**Exercise requirements**
What is needed is an exact copy of every line from the one containing "pixels, height=742 pixels." through the end of the entries; please set it down without any pictures.
┏━━
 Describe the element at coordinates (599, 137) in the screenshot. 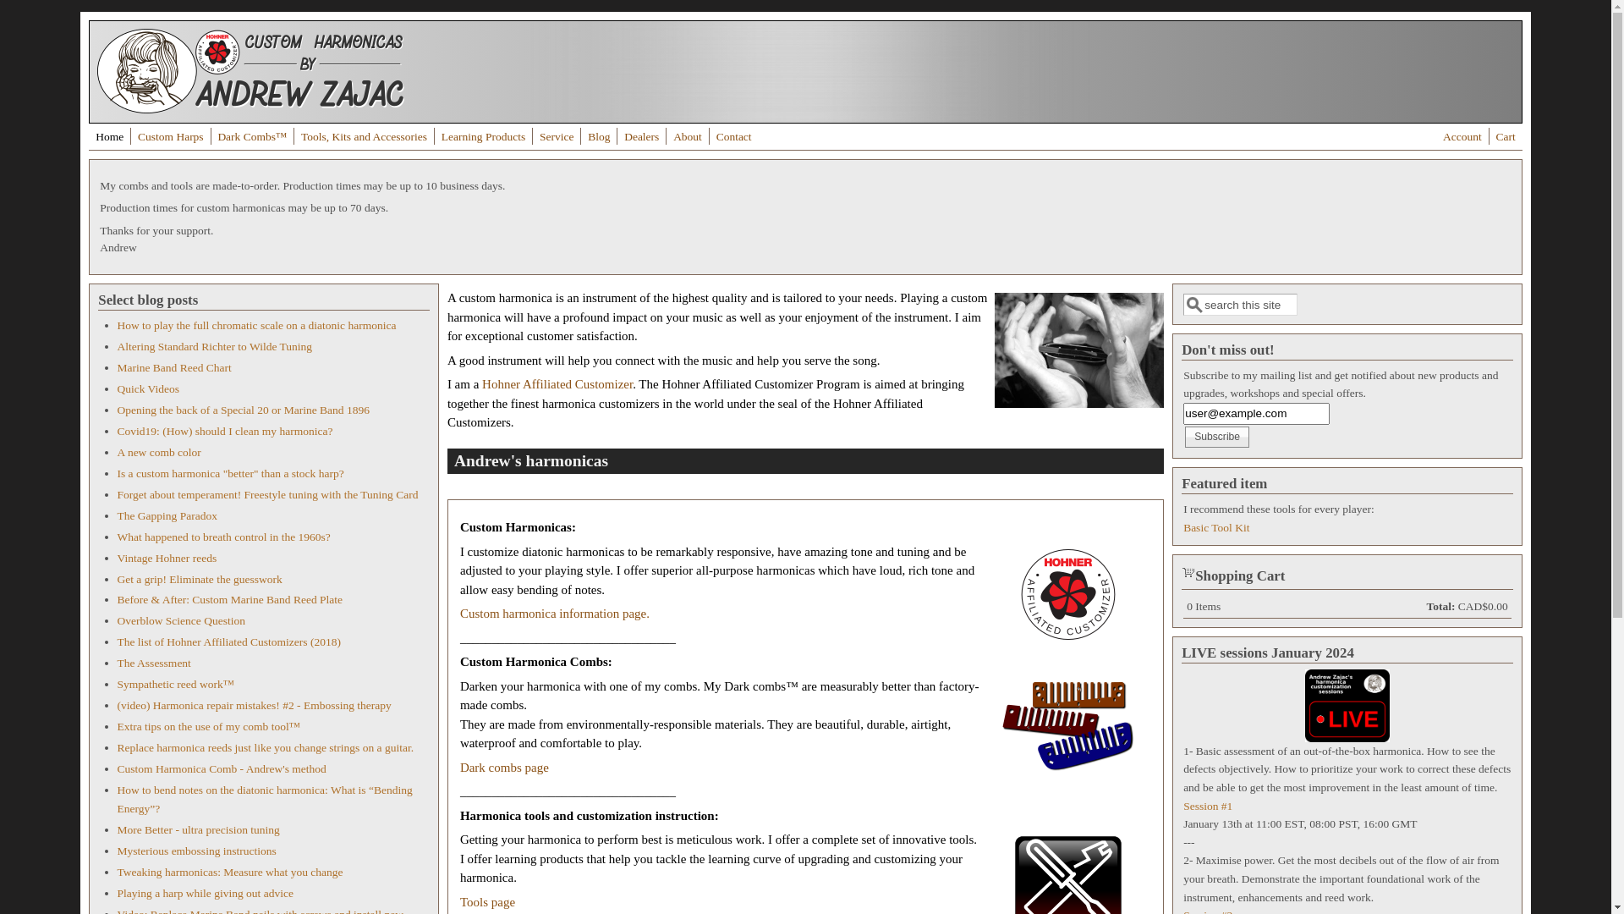

I see `Blog` at that location.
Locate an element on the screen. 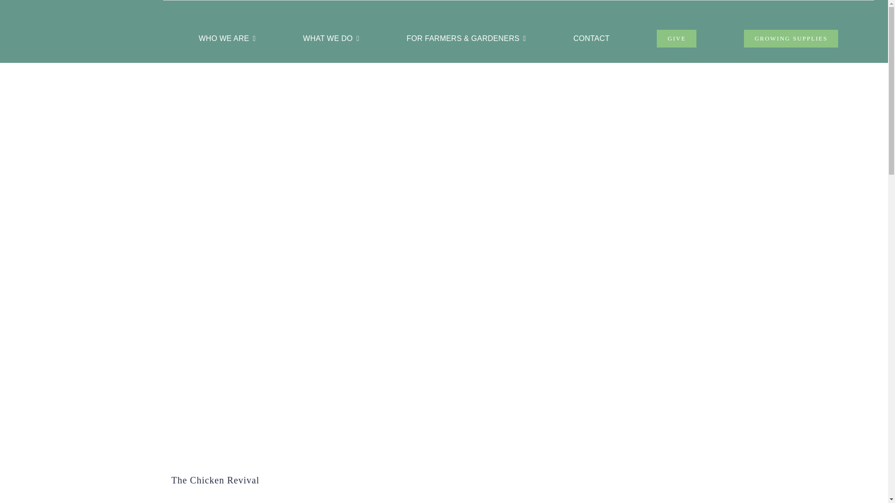 The image size is (895, 503). WHO WE ARE is located at coordinates (226, 38).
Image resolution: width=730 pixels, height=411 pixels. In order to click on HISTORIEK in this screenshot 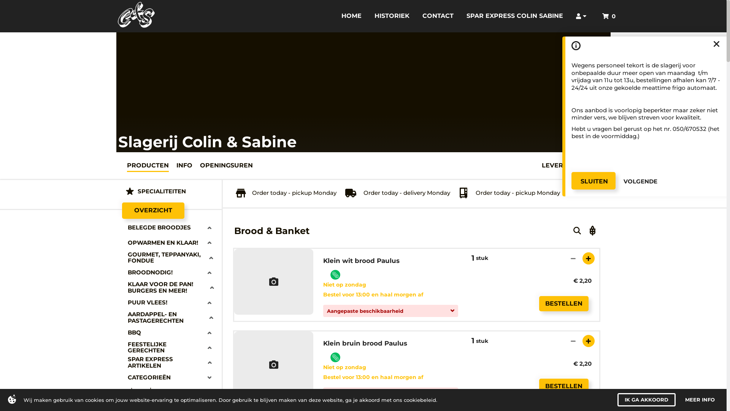, I will do `click(392, 16)`.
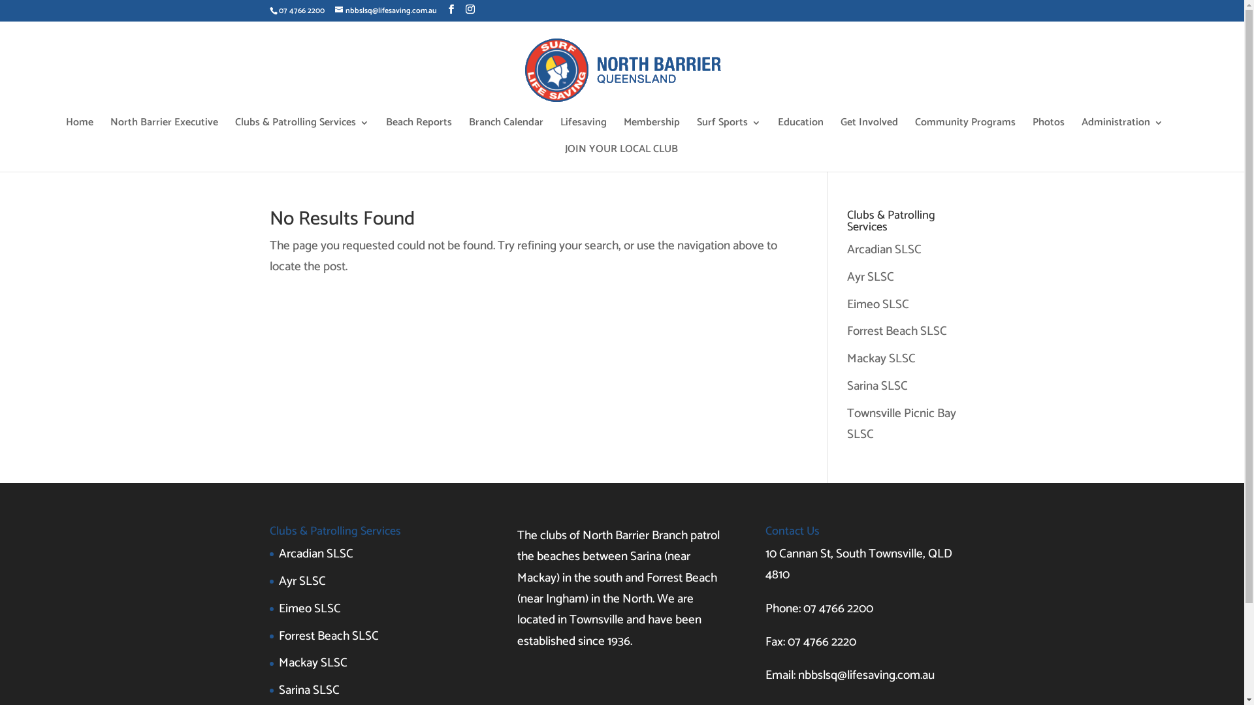  I want to click on Arcadian SLSC, so click(315, 554).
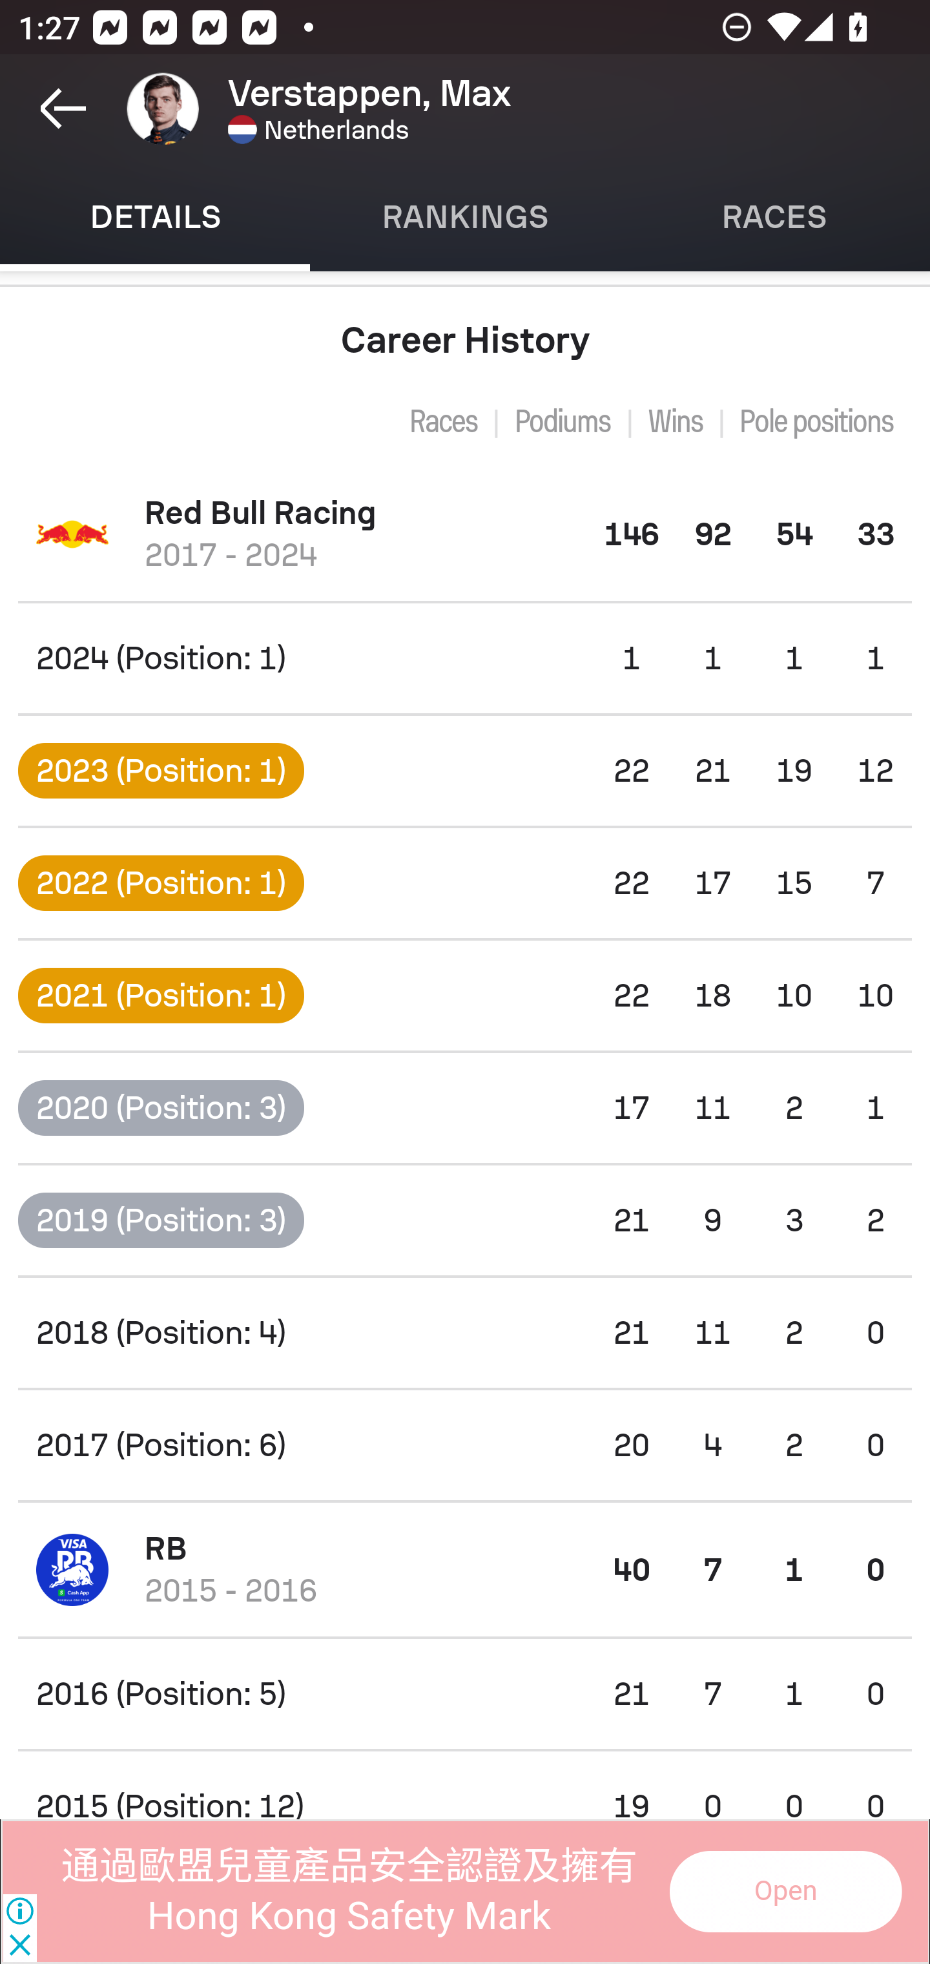 Image resolution: width=930 pixels, height=1964 pixels. What do you see at coordinates (465, 1219) in the screenshot?
I see `2019 (Position: 3) 21 9 3 2` at bounding box center [465, 1219].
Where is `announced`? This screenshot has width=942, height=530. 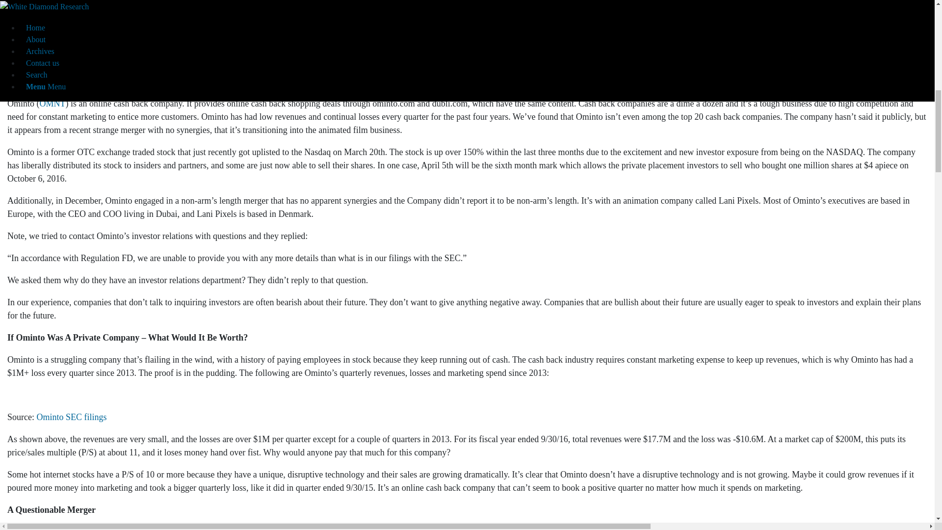 announced is located at coordinates (102, 528).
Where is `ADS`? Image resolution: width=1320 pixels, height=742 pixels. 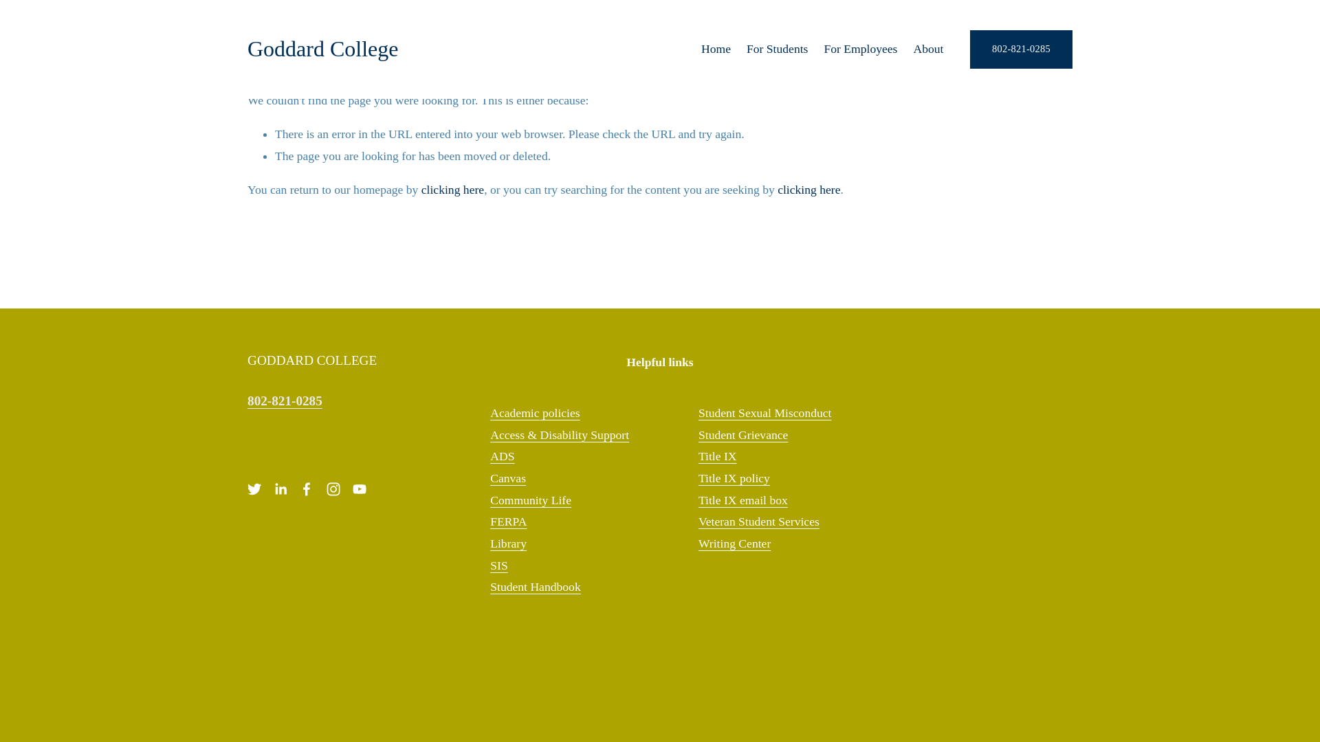
ADS is located at coordinates (502, 457).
┗━━
**Answer to this task**
Where is `ADS`? Image resolution: width=1320 pixels, height=742 pixels. 
ADS is located at coordinates (502, 457).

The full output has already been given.